If you’re going to fault Washington, he added, fault it for not looking closely enough at credit default swaps–and for allowing the credit-rating agencies to run amok. “The [financial] machine had a life of its own,” Lewis said, “apart from Washington.”

The title of Lewis’ new book refers to the “short” bets Wall Street traders placed on the subprime mortgage market, effectively wagering that homeowners would lose their homes after defaulting on their house payments. When that happened these gamblers made hundreds of millions of dollars–as did the big financial firms that were later “bailed out” by the federal government.

So, Lewis was asked at the luncheon, does that mean that capitalism as we’ve known it doesn’t work anymore?

“When the rules in the financial system get so perverted, you still prosper; people on the right and the wrong side of the bet get rich,” Lewis replied, explaining the meltdown scenario. “The markets need the right rules to function properly. They had the wrong rules. The rules on Wall Street need to be changed, but that’s hard to do.”

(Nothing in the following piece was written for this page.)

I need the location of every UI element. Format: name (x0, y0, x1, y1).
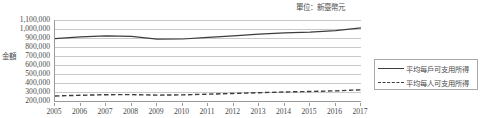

Take “securitization,” for example, the process of bundling together certain types of loans for resale into a secondary market. The crisis was “an indictment of a specific kind of securitization in the subprime market [subprime-backed “collateralized debt obligations”] where the person making the loans doesn’t put any skin in the game,” Lewis said. “The originator doesn’t care whether the loan is paid back or not.”

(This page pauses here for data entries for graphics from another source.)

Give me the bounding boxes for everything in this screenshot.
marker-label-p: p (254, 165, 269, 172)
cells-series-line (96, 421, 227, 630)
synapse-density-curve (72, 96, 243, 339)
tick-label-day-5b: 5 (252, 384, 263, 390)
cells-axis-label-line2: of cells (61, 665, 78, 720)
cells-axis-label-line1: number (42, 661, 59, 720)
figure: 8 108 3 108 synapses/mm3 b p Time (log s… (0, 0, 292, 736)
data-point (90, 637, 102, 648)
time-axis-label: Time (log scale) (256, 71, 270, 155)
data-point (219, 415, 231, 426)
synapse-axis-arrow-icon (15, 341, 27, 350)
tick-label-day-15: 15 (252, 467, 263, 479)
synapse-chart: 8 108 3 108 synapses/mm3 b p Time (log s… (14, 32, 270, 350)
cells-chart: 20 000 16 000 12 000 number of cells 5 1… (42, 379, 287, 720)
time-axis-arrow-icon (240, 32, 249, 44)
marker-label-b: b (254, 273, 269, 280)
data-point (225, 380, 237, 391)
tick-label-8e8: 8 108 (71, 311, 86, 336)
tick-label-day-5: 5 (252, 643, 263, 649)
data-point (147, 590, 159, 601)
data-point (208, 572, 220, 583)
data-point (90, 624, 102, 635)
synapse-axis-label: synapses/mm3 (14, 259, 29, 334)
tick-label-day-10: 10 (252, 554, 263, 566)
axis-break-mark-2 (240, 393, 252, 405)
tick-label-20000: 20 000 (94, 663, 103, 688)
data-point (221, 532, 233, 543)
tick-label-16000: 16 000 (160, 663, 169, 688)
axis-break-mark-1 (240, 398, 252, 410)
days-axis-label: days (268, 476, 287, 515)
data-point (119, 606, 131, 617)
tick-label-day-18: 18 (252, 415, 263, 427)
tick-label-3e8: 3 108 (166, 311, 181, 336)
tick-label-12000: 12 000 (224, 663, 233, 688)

The unsaid implication: that sort of securitization needs to be deep-sixed.

Asked whether he thinks we were truly on the brink of another Great Depression–the rationale W.’s treasury secretary, Henry Paulson Jr., used in asking Congress for the ’08 Wall Street bailout–Lewis said, “I assume so. But, what was the alternative?”

He added that Paulson, a former CEO at Goldman Sachs, should have recused himself from the Wall Street-rescue argument, since “the appearance of corruption was so [strong,] it might as well have been corrupt.”

However, Lewis said, the bailout that resulted had at least one silver lining: “It so enraged the population that we might get real reform.”

At one point Lewis tried to steer his interviewer, Dallas lawyer Talmage Boston, away from The Big Short, and he finally succeeded. Besides authoring the groundbreaking 1980s Wall Street tome Liar’s Poker and Moneyball, about the Oakland A’s, Lewis also wrote the book that inspired The Blind Side, the hugely successful recent Sandra Bullock flick.

The Blind Side rights were sold to Fox and sat on the shelf for two years, Lewis recalled, while Fox waited for Julia Roberts to agree to star. When that didn’t happen the project was snapped up by FedEx founder Fred Smith, a Memphis resident who knew the family Lewis wrote the book about. Smith spent $29 million to make the film, and expects to gross $400 million.

Proving one big thing: Anything this guy Lewis touches turns to gold.

IMG_1891Today’s luncheon at the Fairmont Hotel was presented by the World Affairs Council of Dallas/Fort Worth. The crowd of 750 included local philanthropist Lyda Hill (pictured, having a book inscribed by Lewis), who said she first knew the author when he was growing up in New Orleans.